Aunt Tillie's OS X Adventure

In a pair of recent essays, Eric Raymond tears into the open source community -- rightly so -- for its failure to deliver software that Aunt Tillie can use. He's spot on. One of his comments got me wondering, though:

If the designers were half-smart about UI issues (like, say, Windows programmers) they'd probe the local network neighborhood and omit the impossible entries. If they were really smart (like, say, Mac programmers) they'd leave the impossible choices in but gray them out, signifying that if your system were configured a bit differently you really could print on a Windows machine, assuming you were unfortunate enough to own one. [Eric Raymond: An Open-Source Horror Story]
As it happens, I'd never tried printing to a Windows XP queue on my home network from my Mac, and I wondered how well those Mac programmers Eric talks about handled that case. So here, for your Flash viewing pleasure, is Aunt Tillie's OS X Adventure.

Actually this was a kill-two-birds-with-one-stone experiment. I've been wanting to be able to record screen videos on OS X, just like I do on Windows using Media Encoder 9, but I didn't have the software to do it. Or thought I didn't. Then I remembered VNC. I pointed a VNC viewer on Windows XP at a VNC server on OS X, and ran Media Encoder on the viewer. It works.

The upshot, for you fast-forward types, is that Aunt Tillie didn't have a picnic on OS X either. Raymond wrote:

Clicking on the menu, I am presented with the following alternatives:
Networked CUPS (IPP)
Networked Unix (LPD)
Networked Windows (SMB)
Networked Novell (NCP)
Networked JetDirect
Here is our first intimation of trouble. If I were Aunt Tillie the archetypal nontechnical user, I am at this point thinking "What in the holy fleeping frack does that mean?

Rather to my surprise, I found an oddly similar set of choices on the Mac:

  AppleTalk
  IP Printing
  Open Directory
  Rendezvous
  USB
x Windows Printing
Windows Printing was the default, but no other choice was dimmed. That was the least of Aunt Tillie's worries though. In the finale she has to choose between HP LaserJet 4 Plus, v2013.111, and HP LaserJet 4 series, CUPS+Gimp-Print v4.2.5. The latter was the correct choice, by the way.

I'm sure that on OS 9, talking to a PostScript printer, Aunt Tillie would never have needed to know about the dreaded CUPS (Common Unix Printing Systems) which provoked Eric Raymond's rant. Even so, I don't think her OS X misadventure blunts the force of that rant. Aunt Tillie has always been the problem. Her life may be a bit easier on Windows and on Mac OS, but it is far from comfortable. There's room for order-of-magnitude improvement. Will open source folk ever conclude that Aunt Tillie represents a hard engineering problem, and decide to wrap their collective heads around it? Stranger things have happened.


ACTION ITEM:
Extract each line of the records below that contains the word "bounding".

**** SOURCE DATA ****

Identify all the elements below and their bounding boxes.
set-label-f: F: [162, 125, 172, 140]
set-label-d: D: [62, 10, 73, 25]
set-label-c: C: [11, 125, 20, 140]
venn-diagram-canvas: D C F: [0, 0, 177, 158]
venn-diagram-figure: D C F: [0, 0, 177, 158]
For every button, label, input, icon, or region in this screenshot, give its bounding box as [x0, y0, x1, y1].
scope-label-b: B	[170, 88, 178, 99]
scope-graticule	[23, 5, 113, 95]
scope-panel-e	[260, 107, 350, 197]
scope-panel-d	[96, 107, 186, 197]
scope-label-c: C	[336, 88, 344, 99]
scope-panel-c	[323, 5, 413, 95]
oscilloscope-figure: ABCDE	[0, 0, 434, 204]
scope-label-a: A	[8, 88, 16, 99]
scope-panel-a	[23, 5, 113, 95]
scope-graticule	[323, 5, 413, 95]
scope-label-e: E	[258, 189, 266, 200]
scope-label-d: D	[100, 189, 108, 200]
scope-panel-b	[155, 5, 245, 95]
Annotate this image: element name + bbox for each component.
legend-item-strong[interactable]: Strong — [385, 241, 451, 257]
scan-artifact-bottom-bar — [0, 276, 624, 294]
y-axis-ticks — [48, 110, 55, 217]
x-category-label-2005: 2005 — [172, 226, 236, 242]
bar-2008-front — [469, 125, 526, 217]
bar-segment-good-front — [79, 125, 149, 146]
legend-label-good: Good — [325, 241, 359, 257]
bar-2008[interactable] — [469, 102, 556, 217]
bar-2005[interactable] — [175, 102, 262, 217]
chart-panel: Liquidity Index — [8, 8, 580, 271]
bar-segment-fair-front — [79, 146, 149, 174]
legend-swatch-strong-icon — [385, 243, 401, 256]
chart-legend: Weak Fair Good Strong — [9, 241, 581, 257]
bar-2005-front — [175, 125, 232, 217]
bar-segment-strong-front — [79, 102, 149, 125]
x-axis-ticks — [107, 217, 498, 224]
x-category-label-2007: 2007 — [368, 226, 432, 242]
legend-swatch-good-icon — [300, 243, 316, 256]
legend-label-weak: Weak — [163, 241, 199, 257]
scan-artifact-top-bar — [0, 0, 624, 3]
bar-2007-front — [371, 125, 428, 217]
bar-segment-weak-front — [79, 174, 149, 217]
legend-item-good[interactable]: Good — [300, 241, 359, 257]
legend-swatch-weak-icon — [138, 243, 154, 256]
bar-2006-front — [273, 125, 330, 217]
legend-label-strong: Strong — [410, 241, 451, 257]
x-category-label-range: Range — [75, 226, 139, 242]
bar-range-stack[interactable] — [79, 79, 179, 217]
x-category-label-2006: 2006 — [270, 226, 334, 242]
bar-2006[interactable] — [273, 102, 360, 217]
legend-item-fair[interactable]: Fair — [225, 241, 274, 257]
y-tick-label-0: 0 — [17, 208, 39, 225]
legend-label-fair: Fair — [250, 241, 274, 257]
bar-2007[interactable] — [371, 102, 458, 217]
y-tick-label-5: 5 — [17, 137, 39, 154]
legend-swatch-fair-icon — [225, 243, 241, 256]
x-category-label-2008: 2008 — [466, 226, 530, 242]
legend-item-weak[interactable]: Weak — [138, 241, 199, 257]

****

TASK RESULT:
Identify all the elements below and their bounding boxes.
For every button, label, input, icon, or region in this screenshot, give its bounding box as [x0, y0, x1, y1].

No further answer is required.